Caucasus: April/May '11
IWPR has launched a new training programme aimed at enabling local journalists to produce high-quality video features.
Caucasus: April/May '11
IWPR has launched a new training programme aimed at enabling local journalists to produce high-quality video features.
The IWPR team in the Caucasus is helping journalists and civil society activists to report and campaign more effectively by developing their multimedia reporting skills.
IWPR has begun a training programme which enables participants from across the region to get to grips with the production of web-based video reports, seen as increasingly important as a supplement to mainstream print and broadcast reporting.
“As newspapers have a limited circulation, radio a narrow geographical coverage and TV broadcasting virtually monopolised by a small number of oligarchs, many have felt the solution is shifting production to web-based content – but the skills to generate this content are scarce,” said Beka Bajelidze, IWPR’s regional director in the Caucasus.
“More and more non-governmental organisations as well as media outlets in the south Caucasus region recognise the power of using visual images - particularly video - online. Along with other traditional means of reporting, video can help our partners acquire global audiences.”
Journalists and civil society activists taking part in the training programme are being taught how to produce high-quality video features on subjects that are overlooked by mainstream media or reported in a one-sided way.
Nino Gvedashvili, coordinator for Human Rights House-Tbilisi, says IWPR’s new initiative will enhance the production of video reports which are a powerful advocacy tool.
“Internet media is growing daily in Georgia and video materials have a significant evidential role, helping to tackle alarming issues like human rights violations for example, “ she said.
“It is important to say that IWPR is a defender and provider of best journalistic practices and I am sure its video reporting trainees will follow these standards. IWPR video reports that I have seen are well balanced and all sides are fairly represented. This element is often lacked in local media. I liked IWPR’s video report Women for Peace which precisely shows the concern over how women’s opinions are ignored in peace processes.”
Curently, IWPR offices in Azerbaijan and Armenia are working on new video reports related to issues of concern for these countries.
“There are no successful media outlets today that do not have multi-media content support. Journalists from print or radio media all need to possess skills to produce video reports that are trustworthy and reliable,” said Goga Aptsiauri, a journalist from Gori, Georgia.
“IWPR’s video reporting project is very much needed. This is a new direction and efforts to develop it are pertinent and timely. Journalists must follow the pace of media development and this project has great potential to equip and help the local media to allow it to play its vital societal role.”
One training participant, Bacho Gurabanidze, a journalist from Batumi, Ajara, has already put the finishing touches to a video report on unpublicised negotiations between Turkey and Georgia on restoring Georgian religious monuments on Turkish territory and vice-versa – a subject that has provoked some controversy in Georgia.
“It was a very informative report even for me. This subject is very important for the residents of Batumi. When reporting such a sensitive issue as religion, the journalist cannot afford to make an error,” Gurabanidze said.
“I myself learned a lot while working on the report. I think video report is a very useful media product.”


Exercise details: Only the lines containing the string "Renal" are needed; copy all of them from the listing.

Provided material:
****************
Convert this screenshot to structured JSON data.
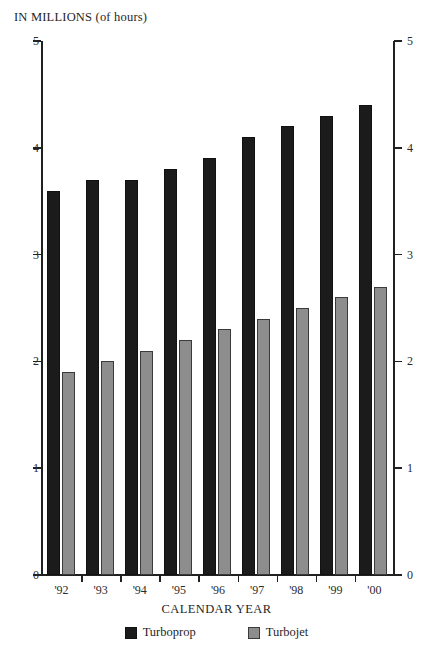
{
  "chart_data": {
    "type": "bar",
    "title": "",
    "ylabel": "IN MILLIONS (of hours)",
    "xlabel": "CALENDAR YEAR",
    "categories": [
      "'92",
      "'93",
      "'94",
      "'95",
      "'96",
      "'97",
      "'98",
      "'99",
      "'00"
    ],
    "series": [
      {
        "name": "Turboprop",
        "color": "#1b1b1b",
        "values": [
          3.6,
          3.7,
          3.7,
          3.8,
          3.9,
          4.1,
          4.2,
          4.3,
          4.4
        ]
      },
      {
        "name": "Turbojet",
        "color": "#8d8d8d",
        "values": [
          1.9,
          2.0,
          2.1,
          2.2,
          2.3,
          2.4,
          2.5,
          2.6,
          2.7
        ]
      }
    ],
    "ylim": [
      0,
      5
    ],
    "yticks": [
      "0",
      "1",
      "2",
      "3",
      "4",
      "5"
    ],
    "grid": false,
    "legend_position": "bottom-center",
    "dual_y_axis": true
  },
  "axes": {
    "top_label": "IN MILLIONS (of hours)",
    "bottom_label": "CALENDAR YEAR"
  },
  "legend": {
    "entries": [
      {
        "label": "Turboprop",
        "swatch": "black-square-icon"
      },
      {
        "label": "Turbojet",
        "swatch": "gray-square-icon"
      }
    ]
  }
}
****************
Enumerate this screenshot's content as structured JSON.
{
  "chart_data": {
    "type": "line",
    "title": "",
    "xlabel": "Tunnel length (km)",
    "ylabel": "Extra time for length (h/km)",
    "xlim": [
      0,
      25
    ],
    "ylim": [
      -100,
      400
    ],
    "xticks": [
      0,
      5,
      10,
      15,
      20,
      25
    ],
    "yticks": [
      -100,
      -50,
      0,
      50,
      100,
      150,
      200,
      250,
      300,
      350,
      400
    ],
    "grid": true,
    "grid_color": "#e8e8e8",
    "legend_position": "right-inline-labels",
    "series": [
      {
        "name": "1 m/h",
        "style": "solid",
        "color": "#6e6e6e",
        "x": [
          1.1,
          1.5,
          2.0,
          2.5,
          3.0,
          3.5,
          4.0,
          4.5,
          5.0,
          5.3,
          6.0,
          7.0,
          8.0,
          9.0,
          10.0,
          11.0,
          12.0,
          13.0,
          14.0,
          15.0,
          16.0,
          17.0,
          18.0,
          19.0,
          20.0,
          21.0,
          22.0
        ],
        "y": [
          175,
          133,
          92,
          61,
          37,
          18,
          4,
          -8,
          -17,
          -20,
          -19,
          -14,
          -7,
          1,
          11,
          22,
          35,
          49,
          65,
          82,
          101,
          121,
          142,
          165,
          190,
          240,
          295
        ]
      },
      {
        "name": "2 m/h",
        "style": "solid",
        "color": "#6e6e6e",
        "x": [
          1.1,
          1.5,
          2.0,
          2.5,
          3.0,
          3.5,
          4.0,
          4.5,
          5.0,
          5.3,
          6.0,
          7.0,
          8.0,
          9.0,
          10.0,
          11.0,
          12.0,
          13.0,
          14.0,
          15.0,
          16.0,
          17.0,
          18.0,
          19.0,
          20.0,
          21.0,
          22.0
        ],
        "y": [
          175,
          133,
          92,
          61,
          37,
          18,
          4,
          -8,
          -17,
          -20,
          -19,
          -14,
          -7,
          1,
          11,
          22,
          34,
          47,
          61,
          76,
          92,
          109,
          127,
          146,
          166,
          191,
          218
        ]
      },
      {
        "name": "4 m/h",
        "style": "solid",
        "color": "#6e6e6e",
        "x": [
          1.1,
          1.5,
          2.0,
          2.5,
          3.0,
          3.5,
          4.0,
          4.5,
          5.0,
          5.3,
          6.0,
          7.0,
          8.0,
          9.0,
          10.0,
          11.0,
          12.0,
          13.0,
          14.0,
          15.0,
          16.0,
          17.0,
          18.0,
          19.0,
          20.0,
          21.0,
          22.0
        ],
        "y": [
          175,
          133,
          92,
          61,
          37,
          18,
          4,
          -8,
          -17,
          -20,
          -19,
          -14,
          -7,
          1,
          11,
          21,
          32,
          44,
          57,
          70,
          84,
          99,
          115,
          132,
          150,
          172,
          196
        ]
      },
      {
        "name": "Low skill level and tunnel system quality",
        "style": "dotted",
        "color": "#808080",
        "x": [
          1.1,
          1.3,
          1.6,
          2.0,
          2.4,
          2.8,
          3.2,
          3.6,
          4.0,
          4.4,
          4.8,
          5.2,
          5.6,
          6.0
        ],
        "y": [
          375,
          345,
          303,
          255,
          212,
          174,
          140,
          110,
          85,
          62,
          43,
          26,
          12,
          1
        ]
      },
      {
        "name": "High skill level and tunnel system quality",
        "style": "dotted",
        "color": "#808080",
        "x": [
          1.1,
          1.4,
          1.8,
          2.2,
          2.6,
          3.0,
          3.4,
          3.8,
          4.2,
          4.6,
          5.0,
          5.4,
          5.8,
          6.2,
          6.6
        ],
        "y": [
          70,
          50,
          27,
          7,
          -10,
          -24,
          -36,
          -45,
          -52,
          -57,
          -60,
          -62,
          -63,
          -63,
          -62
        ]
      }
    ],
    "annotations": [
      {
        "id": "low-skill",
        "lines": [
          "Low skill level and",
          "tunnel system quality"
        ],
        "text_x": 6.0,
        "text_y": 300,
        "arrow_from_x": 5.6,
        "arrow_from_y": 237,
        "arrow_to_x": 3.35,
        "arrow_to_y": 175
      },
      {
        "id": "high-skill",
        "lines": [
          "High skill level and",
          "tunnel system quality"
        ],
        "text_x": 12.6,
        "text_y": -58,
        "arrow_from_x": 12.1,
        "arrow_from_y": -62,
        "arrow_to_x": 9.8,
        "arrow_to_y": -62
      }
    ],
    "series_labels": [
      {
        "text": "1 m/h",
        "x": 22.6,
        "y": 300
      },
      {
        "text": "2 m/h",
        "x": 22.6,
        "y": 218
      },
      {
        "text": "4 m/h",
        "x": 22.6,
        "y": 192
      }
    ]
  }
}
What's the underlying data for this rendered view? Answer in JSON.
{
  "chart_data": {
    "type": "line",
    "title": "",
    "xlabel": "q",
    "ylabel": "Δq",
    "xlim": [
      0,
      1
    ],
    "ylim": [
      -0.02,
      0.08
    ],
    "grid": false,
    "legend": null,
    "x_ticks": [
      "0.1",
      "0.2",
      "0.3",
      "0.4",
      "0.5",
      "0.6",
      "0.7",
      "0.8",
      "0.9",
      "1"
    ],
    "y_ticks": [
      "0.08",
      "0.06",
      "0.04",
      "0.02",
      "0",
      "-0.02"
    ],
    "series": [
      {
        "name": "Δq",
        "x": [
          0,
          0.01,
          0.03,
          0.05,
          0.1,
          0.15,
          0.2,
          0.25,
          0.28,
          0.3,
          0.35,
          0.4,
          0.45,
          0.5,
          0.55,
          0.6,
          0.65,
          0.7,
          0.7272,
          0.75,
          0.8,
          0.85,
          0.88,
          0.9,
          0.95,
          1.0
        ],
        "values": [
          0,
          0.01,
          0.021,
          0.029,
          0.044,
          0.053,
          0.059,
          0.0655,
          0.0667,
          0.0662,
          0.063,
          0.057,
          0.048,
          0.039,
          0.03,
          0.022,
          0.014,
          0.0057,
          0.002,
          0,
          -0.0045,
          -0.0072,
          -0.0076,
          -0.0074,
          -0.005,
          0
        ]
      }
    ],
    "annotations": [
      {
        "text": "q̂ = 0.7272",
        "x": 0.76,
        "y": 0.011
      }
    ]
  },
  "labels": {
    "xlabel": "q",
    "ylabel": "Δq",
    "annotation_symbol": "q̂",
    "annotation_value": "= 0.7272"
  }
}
****************
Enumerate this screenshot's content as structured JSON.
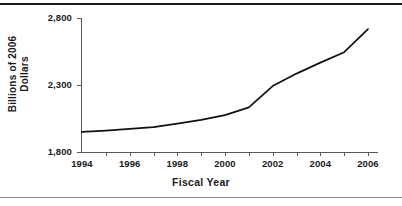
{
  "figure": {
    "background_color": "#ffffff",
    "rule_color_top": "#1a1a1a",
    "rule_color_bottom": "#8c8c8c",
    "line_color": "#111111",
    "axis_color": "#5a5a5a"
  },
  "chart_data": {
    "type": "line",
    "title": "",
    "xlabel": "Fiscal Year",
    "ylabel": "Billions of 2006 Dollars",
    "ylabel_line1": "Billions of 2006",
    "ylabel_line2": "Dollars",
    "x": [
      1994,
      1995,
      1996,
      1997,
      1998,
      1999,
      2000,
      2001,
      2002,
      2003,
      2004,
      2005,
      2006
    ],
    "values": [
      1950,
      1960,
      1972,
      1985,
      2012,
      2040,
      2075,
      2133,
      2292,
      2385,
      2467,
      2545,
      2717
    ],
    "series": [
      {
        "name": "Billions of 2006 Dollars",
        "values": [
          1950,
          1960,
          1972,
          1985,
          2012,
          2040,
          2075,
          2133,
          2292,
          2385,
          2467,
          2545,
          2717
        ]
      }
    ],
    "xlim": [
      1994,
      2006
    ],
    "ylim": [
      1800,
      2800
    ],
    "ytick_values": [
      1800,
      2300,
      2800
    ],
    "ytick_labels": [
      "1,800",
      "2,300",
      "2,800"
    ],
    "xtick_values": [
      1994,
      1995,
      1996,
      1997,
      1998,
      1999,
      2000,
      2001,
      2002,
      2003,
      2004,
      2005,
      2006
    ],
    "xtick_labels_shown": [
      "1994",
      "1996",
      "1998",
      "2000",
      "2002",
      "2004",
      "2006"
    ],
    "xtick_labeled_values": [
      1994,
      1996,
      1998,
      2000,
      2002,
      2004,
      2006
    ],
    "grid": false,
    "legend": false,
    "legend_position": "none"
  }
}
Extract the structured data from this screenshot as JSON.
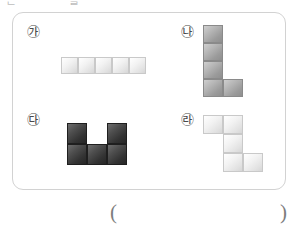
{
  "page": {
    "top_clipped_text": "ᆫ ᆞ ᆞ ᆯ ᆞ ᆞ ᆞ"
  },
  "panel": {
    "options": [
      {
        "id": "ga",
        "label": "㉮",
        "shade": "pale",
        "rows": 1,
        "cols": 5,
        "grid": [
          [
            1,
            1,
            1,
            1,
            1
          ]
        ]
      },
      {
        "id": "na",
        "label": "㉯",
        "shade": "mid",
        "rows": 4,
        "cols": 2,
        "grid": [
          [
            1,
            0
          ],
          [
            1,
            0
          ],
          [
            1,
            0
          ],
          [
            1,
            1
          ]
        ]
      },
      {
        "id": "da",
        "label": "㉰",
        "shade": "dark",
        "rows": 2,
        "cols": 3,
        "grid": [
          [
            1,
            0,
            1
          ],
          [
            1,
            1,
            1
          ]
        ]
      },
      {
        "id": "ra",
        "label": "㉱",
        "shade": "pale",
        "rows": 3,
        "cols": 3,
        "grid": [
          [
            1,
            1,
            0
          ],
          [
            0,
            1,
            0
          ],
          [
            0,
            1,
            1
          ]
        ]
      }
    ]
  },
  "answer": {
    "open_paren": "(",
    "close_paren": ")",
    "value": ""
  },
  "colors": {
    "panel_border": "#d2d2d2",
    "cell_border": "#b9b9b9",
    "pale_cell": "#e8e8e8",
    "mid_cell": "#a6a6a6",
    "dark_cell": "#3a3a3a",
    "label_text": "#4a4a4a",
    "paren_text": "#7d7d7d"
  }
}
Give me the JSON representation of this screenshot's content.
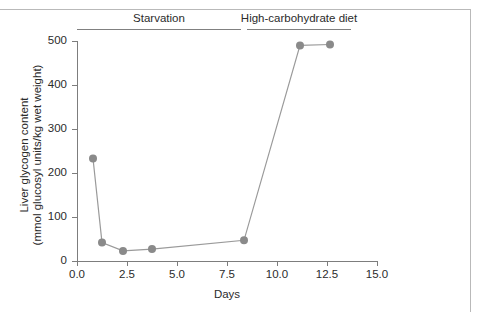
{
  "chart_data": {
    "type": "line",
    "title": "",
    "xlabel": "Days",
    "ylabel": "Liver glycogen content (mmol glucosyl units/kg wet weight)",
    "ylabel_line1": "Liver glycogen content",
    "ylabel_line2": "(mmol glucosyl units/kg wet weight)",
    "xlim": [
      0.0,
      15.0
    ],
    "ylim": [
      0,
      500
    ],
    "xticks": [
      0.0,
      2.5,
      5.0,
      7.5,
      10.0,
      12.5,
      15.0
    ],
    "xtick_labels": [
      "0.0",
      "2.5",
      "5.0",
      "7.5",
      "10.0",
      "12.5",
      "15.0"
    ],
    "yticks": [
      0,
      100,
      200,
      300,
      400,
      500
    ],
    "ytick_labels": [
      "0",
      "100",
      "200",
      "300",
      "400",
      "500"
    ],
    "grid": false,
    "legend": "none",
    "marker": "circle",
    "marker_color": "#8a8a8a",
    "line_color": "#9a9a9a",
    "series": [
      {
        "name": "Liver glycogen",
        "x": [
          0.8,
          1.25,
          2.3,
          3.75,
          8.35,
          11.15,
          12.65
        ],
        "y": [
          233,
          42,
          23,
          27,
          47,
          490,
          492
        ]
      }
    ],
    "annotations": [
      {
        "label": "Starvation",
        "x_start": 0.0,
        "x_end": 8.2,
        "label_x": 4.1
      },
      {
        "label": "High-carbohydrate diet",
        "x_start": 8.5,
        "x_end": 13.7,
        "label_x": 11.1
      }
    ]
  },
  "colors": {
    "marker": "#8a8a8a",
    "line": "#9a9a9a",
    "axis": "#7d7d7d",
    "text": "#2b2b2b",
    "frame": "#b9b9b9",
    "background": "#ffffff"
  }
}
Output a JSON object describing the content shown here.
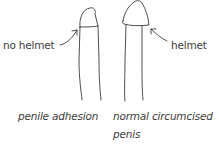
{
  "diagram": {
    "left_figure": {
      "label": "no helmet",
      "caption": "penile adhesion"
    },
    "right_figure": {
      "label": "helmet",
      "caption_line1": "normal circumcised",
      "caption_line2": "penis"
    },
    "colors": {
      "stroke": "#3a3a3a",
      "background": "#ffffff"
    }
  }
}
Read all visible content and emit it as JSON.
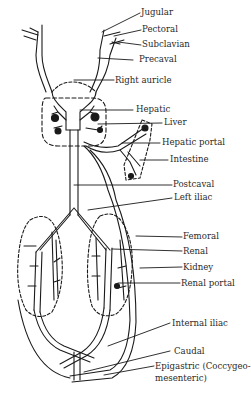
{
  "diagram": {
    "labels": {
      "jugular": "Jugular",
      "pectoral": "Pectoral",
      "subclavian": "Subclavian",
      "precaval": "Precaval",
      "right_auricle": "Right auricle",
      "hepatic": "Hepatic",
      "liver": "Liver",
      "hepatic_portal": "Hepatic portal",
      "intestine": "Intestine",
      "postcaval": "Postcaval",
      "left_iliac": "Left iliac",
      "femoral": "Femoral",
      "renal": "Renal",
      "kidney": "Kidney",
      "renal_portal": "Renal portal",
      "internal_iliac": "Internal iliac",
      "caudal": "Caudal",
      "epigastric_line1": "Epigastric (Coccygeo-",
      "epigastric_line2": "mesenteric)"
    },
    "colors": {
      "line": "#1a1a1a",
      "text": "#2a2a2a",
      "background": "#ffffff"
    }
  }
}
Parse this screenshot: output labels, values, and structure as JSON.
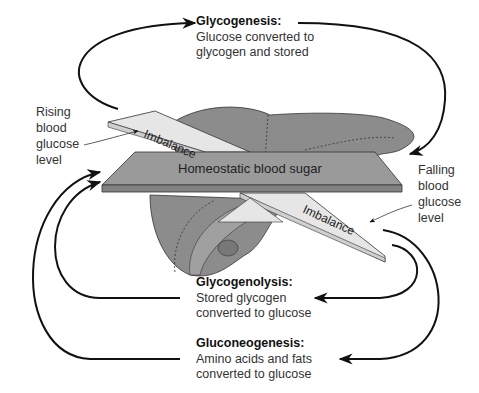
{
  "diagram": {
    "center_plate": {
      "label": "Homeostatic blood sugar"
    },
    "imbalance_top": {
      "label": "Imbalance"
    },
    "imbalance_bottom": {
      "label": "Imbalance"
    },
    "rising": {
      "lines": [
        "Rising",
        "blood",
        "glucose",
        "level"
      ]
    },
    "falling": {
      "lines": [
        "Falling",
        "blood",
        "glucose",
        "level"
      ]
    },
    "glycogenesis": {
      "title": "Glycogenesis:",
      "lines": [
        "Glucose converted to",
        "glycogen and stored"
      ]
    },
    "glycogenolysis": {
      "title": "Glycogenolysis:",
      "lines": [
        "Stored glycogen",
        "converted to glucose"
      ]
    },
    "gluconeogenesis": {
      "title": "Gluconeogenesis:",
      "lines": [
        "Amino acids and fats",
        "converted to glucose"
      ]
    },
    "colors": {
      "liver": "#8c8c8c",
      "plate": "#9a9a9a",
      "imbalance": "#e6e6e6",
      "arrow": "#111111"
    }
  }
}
****************
Problem solution:
      "renal": "Renal",
      "renal_portal": "Renal portal",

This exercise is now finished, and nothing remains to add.